Kumar wrote: Tue Nov 01, 2022 2:53 pm We have hindu bashing at its worse in TN, we have a chief minister of TN, who extends greetings to people on occasion of Christmas, Eid, but refuses to do so for Diwali. How can this be considered a secular govt?
I don't think any government in India is truly secular. A lot of them are multi-religious and many are single-religious if not on paper in principle and behavior.

The guy possibly is a moron. But, is there an angle that Diwali is celebrated at a different time, maybe in the month of Aippasi, which should be from mid Sept to mid Oct in Tamil Nadu?
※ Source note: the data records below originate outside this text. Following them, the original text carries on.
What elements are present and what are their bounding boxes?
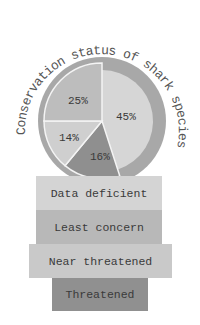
legend-threatened: Threatened [52,278,148,311]
legend-label: Threatened [65,288,134,301]
slice-label-25: 25% [68,95,88,107]
slice-label-16: 16% [90,151,110,163]
slice-label-14: 14% [59,132,79,144]
legend-near-threatened: Near threatened [29,244,172,278]
legend-label: Least concern [54,221,144,234]
legend-data-deficient: Data deficient [36,176,162,210]
legend-label: Near threatened [49,255,153,268]
slice-label-45: 45% [116,111,136,123]
pie-chart: 45% 16% 14% 25% Conservation status of s… [0,0,200,180]
legend-label: Data deficient [51,187,148,200]
legend-least-concern: Least concern [36,210,162,244]
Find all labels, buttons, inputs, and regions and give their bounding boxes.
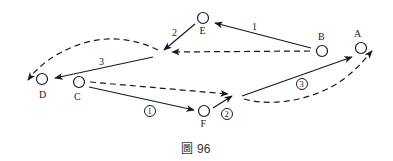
edge-junction-D-arrow — [55, 57, 153, 78]
caption-number: 96 — [197, 142, 211, 156]
dashed-B-junction-arrow — [172, 51, 310, 52]
dashed-junction-D-curve-arrow — [28, 39, 158, 80]
lower-dashed-path — [90, 51, 372, 102]
node-E-circle-icon — [198, 13, 209, 24]
edge-B-E-label: 1 — [252, 21, 257, 32]
node-E-label: E — [200, 25, 206, 36]
edge-B-E-arrow — [215, 23, 311, 48]
caption-prefix: 圖 — [181, 142, 193, 156]
svg-text:3: 3 — [300, 79, 304, 89]
node-B-label: B — [318, 31, 325, 42]
node-A-circle-icon — [356, 43, 367, 54]
dashed-junction2-A-curve-arrow — [244, 51, 372, 102]
edge-E-junction-arrow — [164, 24, 195, 50]
edge-junction-D-label: 3 — [99, 56, 104, 67]
node-B: B — [317, 31, 328, 57]
svg-text:1: 1 — [148, 106, 152, 116]
node-D-circle-icon — [37, 74, 48, 85]
node-D-label: D — [39, 89, 46, 100]
edge-C-F-arrow — [89, 87, 194, 110]
upper-solid-path: 1 2 3 — [55, 21, 311, 78]
node-A: A — [354, 28, 367, 54]
lower-solid-path: ① 1 2 3 — [89, 57, 352, 120]
node-C-label: C — [74, 91, 81, 102]
edge-C-F-label: ① 1 — [145, 106, 156, 117]
edge-junction2-A-arrow — [242, 57, 352, 96]
node-C-circle-icon — [74, 77, 85, 88]
edge-E-junction-label: 2 — [172, 27, 177, 38]
node-D: D — [37, 74, 48, 101]
path-diagram: E B A D C F 1 2 3 — [0, 0, 393, 161]
node-F-label: F — [201, 118, 207, 129]
edge-F-junction2-arrow — [213, 96, 232, 108]
node-F-circle-icon — [199, 106, 210, 117]
node-C: C — [74, 77, 85, 103]
node-F: F — [199, 106, 210, 130]
figure-caption: 圖 96 — [181, 142, 211, 156]
edge-F-junction2-label: 2 — [222, 109, 233, 120]
node-A-label: A — [354, 28, 362, 39]
svg-text:2: 2 — [225, 109, 229, 119]
edge-junction2-A-label: 3 — [297, 79, 308, 90]
node-B-circle-icon — [317, 46, 328, 57]
node-E: E — [198, 13, 209, 37]
diagram-figure: E B A D C F 1 2 3 — [0, 0, 393, 161]
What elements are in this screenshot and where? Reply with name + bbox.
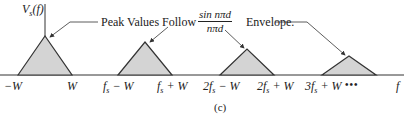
- x-axis-label: f: [396, 80, 399, 92]
- fraction-numerator: sin nπd: [198, 9, 232, 22]
- tick-label-fs-minus-w: fs − W: [103, 80, 134, 92]
- annotation-suffix: Envelope.: [246, 16, 294, 28]
- figure-caption: (c): [214, 102, 226, 113]
- leader-line-1: [150, 27, 168, 42]
- spectrum-triangle-0: [18, 36, 72, 75]
- tick-post: + W: [269, 79, 293, 93]
- annotation-prefix: Peak Values Follow: [101, 16, 196, 28]
- fraction-denominator: nπd: [198, 22, 232, 34]
- tick-label-fs-plus-w: fs + W: [157, 80, 188, 92]
- tick-label-3fs-plus-w: 3fs + W: [305, 80, 342, 92]
- envelope-fraction: sin nπd nπd: [198, 9, 232, 34]
- tick-pre: 3f: [305, 79, 314, 93]
- tick-label-w: W: [67, 80, 77, 92]
- tick-label-2fs-minus-w: 2fs − W: [203, 80, 240, 92]
- y-label-arg: (f): [32, 2, 43, 16]
- tick-label-2fs-plus-w: 2fs + W: [257, 80, 294, 92]
- leader-line-0: [50, 22, 98, 37]
- spectrum-triangle-1: [118, 42, 172, 75]
- tick-post: + W: [163, 79, 187, 93]
- spectrum-triangle-3: [322, 56, 376, 75]
- tick-pre: 2f: [257, 79, 266, 93]
- tick-label-neg-w: −W: [4, 80, 22, 92]
- tick-post: − W: [109, 79, 133, 93]
- spectrum-diagram: Vs(f) Peak Values Follow sin nπd nπd Env…: [0, 0, 408, 116]
- tick-post: + W: [317, 79, 341, 93]
- tick-pre: 2f: [203, 79, 212, 93]
- tick-post: − W: [215, 79, 239, 93]
- spectrum-triangle-2: [220, 49, 274, 75]
- y-axis-label: Vs(f): [22, 3, 44, 15]
- ellipsis: •••: [345, 80, 359, 90]
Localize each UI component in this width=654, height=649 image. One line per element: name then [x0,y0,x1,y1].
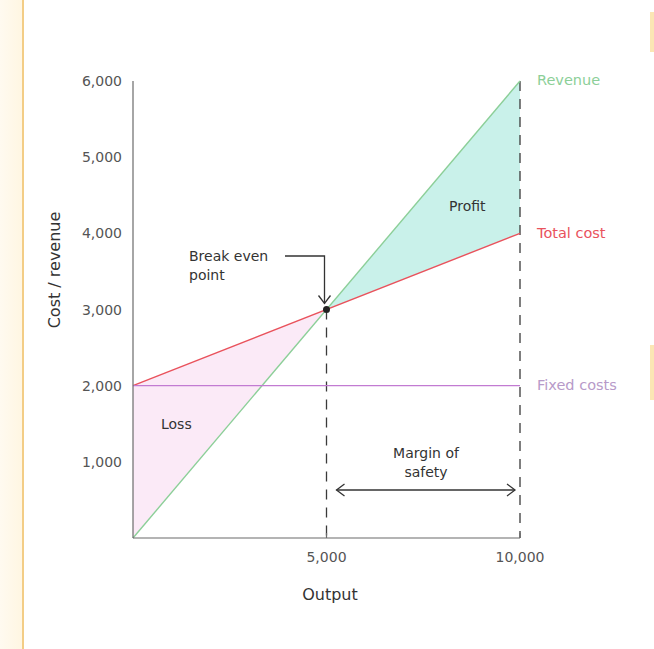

I have a close friend who comes from the North. There is this overwhelming desire by the majority to project their culture on the rest of the country. I do not think he realized but he told an Italian friend of mine that Diwali is the most important festival of Hindus all over India. I had to gently interject that in Bengal, Durga Puja is and all our states have different cultures, languages, and customs. I guess one could argue in a very narrow semantics that for some Hindus in Bengal too Diwali is the most important festival and in that way it is all over India but his intended message was not that nuanced, etc. In fact, when we were growing up, Kali Puja - a day before or after Diwali - was more important than Diwali in Bengal although for what we called the "non-Bangali" population, Diwali was important.

I expect anyone named after Stalin to be a moron but is there an angle where he wanted to greet people during the Tamil Diwali? I suspect that he is just petty and stupid. The smarter leaders on the face of it try to show that they are multi-religious but in principle when passing laws, etc. favor their favorite religion. Greeting a community is easy to do and it gives a little cover to these leaders to show that they do not have an agenda of harming or preferring differenc communities when they pass laws. This guy is stupid if he does not even play that game. It will make him more susceptible towards allegations of favoring a community or disfavoring a community and that may harm his political interests.

Secularism has been non-existant among Indian leaders for a long, long time.

Here is the dictionary definition of secular: not connected with religious or spiritual matters.

There is a tendency of people to claim the word and redefine it to what they want.